If you’re tired of censorship and surveillance, subscribe to Reclaim The Net.

When it comes to user privacy and data safety, it’s almost impossible to expect good news from Facebook. The social media behemoth has been caught happy to collect, sell, use and abuse that data, and also operate its vast kingdom with shocking disregard for security.

But this did not deter CEO Mark Zuckerberg from announcing a new focus on none other than privacy, in a long-winded statement made less than a month ago, that now seems almost forgotten.

More recently, Facebook had another announcement to make: that it had been storing up to 600 million passwords its users need to access the service in plain text, putting these files within easy reach of over 20,000 Facebook employees – and that this had been going on since 2012.

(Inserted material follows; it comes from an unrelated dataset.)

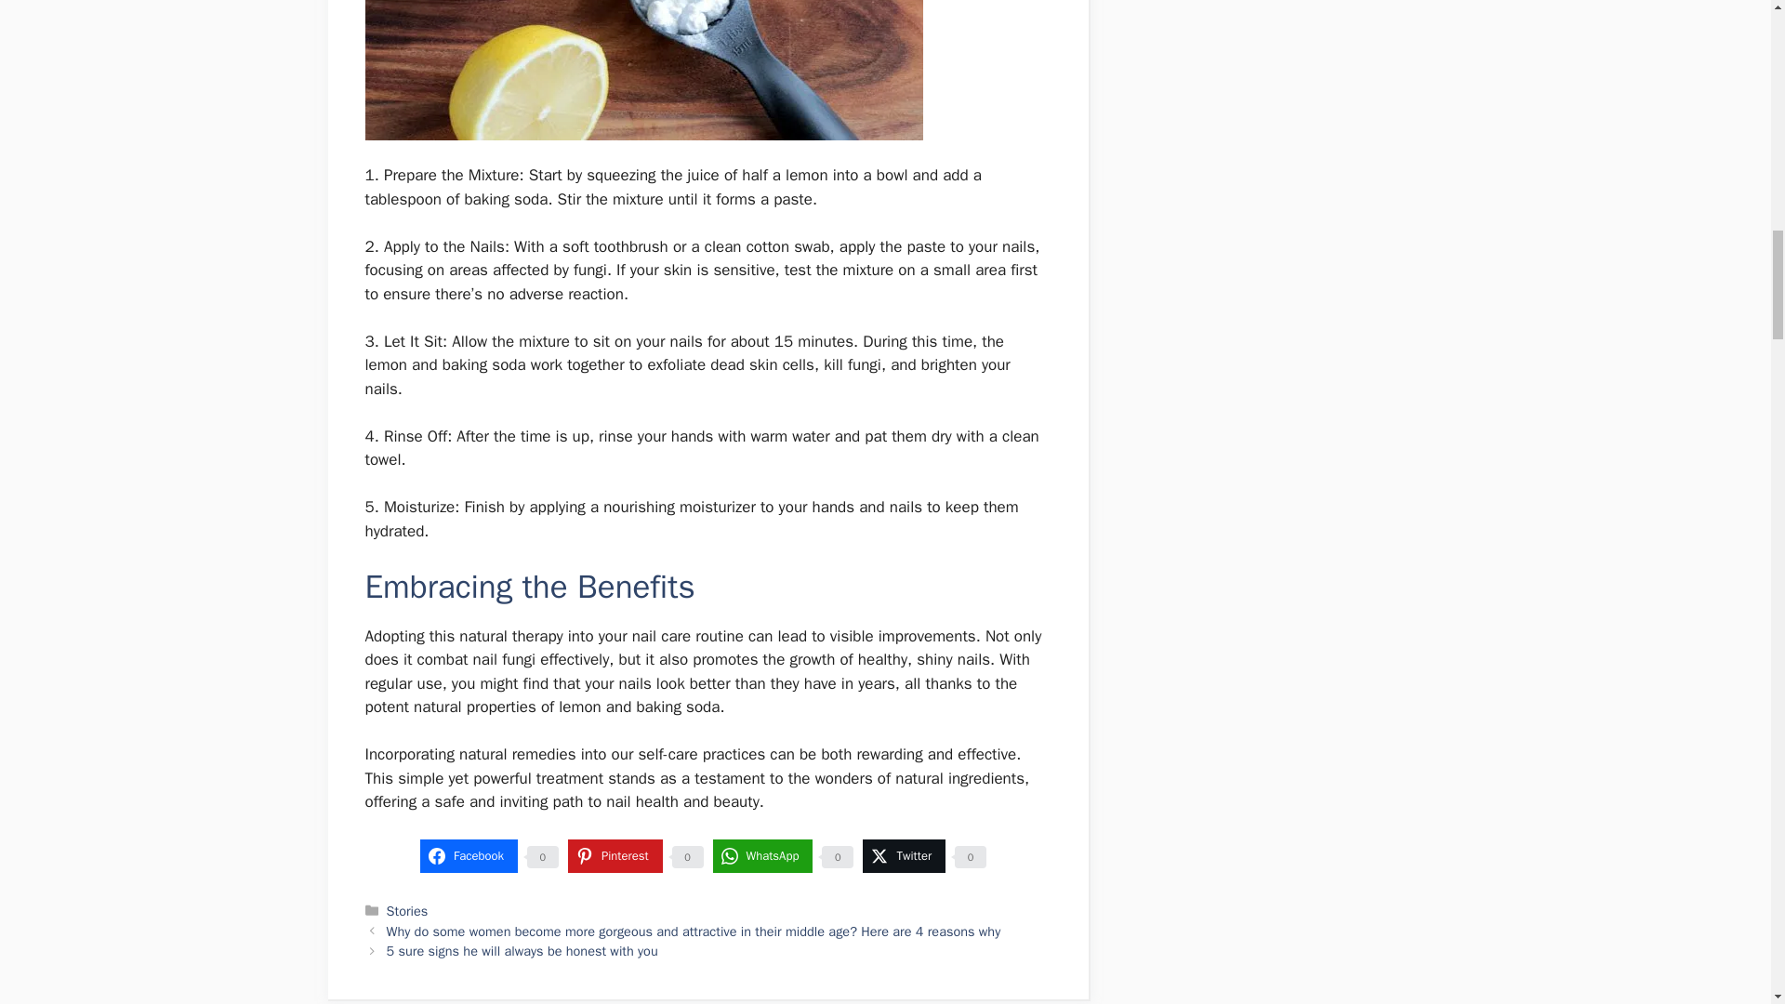 This screenshot has width=1785, height=1004. I want to click on Stories, so click(407, 911).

With this newly established reputation for being terrible with password security, Facebook would now like its users to hand over – some more passwords. This time, the passwords to the email account that they used to create their Facebook account. Why? That remains unclear.

The Daily Beast says the social platform has been pestering users with a message reading, “To continue using Facebook, you’ll need to confirm your email (…)” and then asking for their email password in a separate box underneath.

The publication picked up the story from a tweet posted by “e-sushi” and said that it was able to test and confirm this happening. Whether or not users are asked to surrender their email passwords to Facebook hinges on whether they used email to sign up.

source: @originalesushi twitter.com

But the puzzling demand, that got one security researcher, Jake Williams, to describe it as “beyond sketchy” – seems to be on its way out, the Daily Beast is reporting, citing an emailed response it received from Facebook.

The “good” news here is that Facebook promised not to store the email passwords collected in this way; and users also had the ability to opt out of this process and log in by using codes or links sent to phones or emails – but the trick was to find the option, as it was stashed away under the “Need help?” link “in one corner of the page.”